The Scales and The Packet

 
Date:
Sunday 19th September 2010
Year C, The Sixteenth Sunday after Trinity
Place:
St John The Baptist, Clayton
Service:
Matins
Readings:
Amos 8:4-7

When I was a boy growing up in Todmorden on the border between Lancashire and the West Riding of Yorkshire, Tod' market was a source of joy and wonder, the best for many miles around, only surpassed by Burnley market which was not only much bigger but which offered hot black pudding and day glow yellow mustard on chipped saucers. But such places of joy had their perils. I might be fascinated and 'taken in' by the artistically arranged heaps of fruit and the displays of fish and meat; but my mother was always suspicious that a greengrocer might take oranges from the back of the heap or sell her inferior bacon from under the counter rather than that which she had seen with her own eyes; and I am sorry to say that she thought that the jolly stall holders employed their merry banter to distract her from looking at the scales as, like magicians, they heaped potatoes into the pan and then whisked them into a bag before you had time to read the needle.

What was then part of common experience is now the exception; and Tod' market, though still famous, specialises in bric-a-brac. The organisation of absolutely uniform coinage was followed by the absolutely uniform tin of red salmon and bag of sugar, and now packets of everything.

But for Amos and his generation, and generations’ right up until the late middle ages, the fair balance was an essential of life. Coins were weighed because they were 'clipped', they were tested because they frequently contained cheap alloy. Like my mother, you had to be on your guard before the days of the packet and the bar code.

There are two sides to this transformation: we may not, like my mother, need to be quite so vigilant about fair value - although windy crisp packets call that conclusion into question - but the other side is that everything becomes, literally too cut and dried, too easy.

The two points are made in our Reading from Amos. While warning against cheating he also says that Israel has only, at best, taken its social obligations legalistically, doing the absolute minimum.

In our case, the response to our society may not be so calculated; but we can fall into unthinking habits. Do we, for instance, have a fixed amount in our mind when somebody waves a collecting box at us or do we weigh the relative importance of starving children and retired donkeys? Do we have a peer acceptable amount in our heads for a wedding present or do we consider the needs of the couple? Have we worked out precisely what kind of food and wine we need to serve to preserve our status and conserve our bank balance or do we consider our guests individually, not making the mistake, noted in the letter of James, of treating rich people better than poor people?

There are many benefits to living longer than our ancestors but one of the disadvantages may be that the longer we live, the more we fall into not so much bad habits, nor even habits of indifference but simply habits of routine.

I have been giving this subject much thought lately because my wife and I are planning to move from two incomes to mine plus her pension. We rejected making a standard cut across all of our expenditure of a given percentage and decided to examine each item rationally deciding, to give just one example, that we would keep our church giving steady but reduce our budget for eating out. I don't tell you that in search of admiration but because that is precisely the kind of decision I think we should all make; and I don't think that any of us should advocate what we are not prepared to do ourselves.

But there is a wider point. Most of our commentators are currently bound up with the forthcoming public expenditure cuts and we have all become used to different groups arguing their own case for exemption. So far I have heard no group say: "what we are doing is important but that cause is more important than my cause". When we are talking about fairness we should consider this to be much more than receiving what we think is our due; fairness involves the imagination to understand that not all rights or claims are equal and that as Christians we are called upon to make individual and collective sacrifices for the common good.

But there is one further point which we should not lose sight of. It's all very well for us to be vigilant when we trade, when we buy or exchange goods, but when it comes to considering individual and collective resources we have to remember that what we possess is gift not right; nothing is our due. We might argue that we have worked hard for what we have but it does not take much imagination to see that there are many who have worked much harder than us who have less. We live in a society which cannot exist without massive amounts of social co-operation and we would not be where we are now if somebody else had not built the roads and railways, mined the coal, extracted the oil, planted the beans and driven the truck but you can bet that what people earn bears no relationship to the social worth of what they do. If I proposed that the director of a charity for the homeless should be paid as much as a merchant banker, there would be general outrage.

In these circumstances, when we consider fairness we ought to start with ourselves but, having looked carefully at what we have and what others need, we may then earn the right to campaign to change the behaviour of others, including the Government.

I sometimes wonder whether, in my childhood, I would have been unhappy then if I had known what I know now. I was entranced by the glow of the pyramids of fruit; I could think of nothing more enticing than black pudding and mustard; and the familiar fish and cuts of meat were all I knew before the advent in our shops of kumquats, chorizo and quails' eggs. At a practical level we know that wealth and happiness do not go together which ought to be a practical argument in favour of generosity; but there is no point either in being nostalgic or simply giving away what we think of as our surplus. Christianity is more demanding than that and now is the time to make a principled assessment of our individual and social obligations. And we must use our individual scales of conscience, not the packet of peer convention.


In the records below, find the line containing "Detect and localize" and repeat it and every line after it exactly, without pictures.

(Data tied to figure images)
-*-

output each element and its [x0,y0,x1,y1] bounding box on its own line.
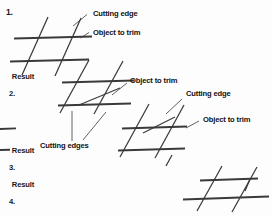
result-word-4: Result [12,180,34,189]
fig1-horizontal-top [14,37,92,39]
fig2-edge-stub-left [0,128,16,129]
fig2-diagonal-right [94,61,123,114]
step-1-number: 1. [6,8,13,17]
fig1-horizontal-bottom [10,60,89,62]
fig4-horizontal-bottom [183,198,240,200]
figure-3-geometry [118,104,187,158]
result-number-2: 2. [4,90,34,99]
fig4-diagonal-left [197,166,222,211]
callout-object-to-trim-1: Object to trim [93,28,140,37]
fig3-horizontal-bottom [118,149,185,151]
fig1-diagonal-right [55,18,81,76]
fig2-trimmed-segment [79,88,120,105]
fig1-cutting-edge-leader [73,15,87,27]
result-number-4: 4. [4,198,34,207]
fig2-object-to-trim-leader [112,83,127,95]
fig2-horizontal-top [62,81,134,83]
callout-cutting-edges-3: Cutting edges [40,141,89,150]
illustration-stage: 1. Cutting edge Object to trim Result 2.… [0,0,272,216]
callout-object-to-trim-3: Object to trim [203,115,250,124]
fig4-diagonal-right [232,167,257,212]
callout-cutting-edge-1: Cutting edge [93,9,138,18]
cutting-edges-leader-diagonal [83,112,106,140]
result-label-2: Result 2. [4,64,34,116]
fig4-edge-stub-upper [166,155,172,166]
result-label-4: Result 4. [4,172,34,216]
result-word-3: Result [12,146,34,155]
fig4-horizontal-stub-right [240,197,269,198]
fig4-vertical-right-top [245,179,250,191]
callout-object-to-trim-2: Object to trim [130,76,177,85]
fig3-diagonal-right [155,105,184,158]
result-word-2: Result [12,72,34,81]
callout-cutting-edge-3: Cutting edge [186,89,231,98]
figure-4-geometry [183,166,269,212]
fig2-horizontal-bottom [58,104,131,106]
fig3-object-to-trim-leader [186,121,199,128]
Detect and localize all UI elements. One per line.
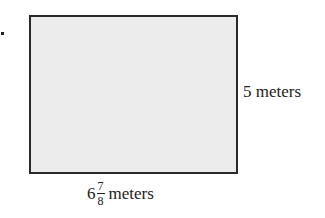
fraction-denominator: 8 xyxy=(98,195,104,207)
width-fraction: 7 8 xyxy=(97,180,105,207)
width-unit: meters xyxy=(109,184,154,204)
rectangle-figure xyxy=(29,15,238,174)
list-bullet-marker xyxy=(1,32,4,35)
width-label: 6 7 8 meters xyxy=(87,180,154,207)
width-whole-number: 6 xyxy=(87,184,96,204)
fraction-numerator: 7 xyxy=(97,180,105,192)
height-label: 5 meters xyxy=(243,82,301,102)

-*-

• WRITTEN SOLUTION:
Detect and localize all UI elements. One per line.
fraction-denominator: 8 xyxy=(98,195,104,207)
width-fraction: 7 8 xyxy=(97,180,105,207)
width-unit: meters xyxy=(109,184,154,204)
rectangle-figure xyxy=(29,15,238,174)
list-bullet-marker xyxy=(1,32,4,35)
width-label: 6 7 8 meters xyxy=(87,180,154,207)
width-whole-number: 6 xyxy=(87,184,96,204)
fraction-numerator: 7 xyxy=(97,180,105,192)
height-label: 5 meters xyxy=(243,82,301,102)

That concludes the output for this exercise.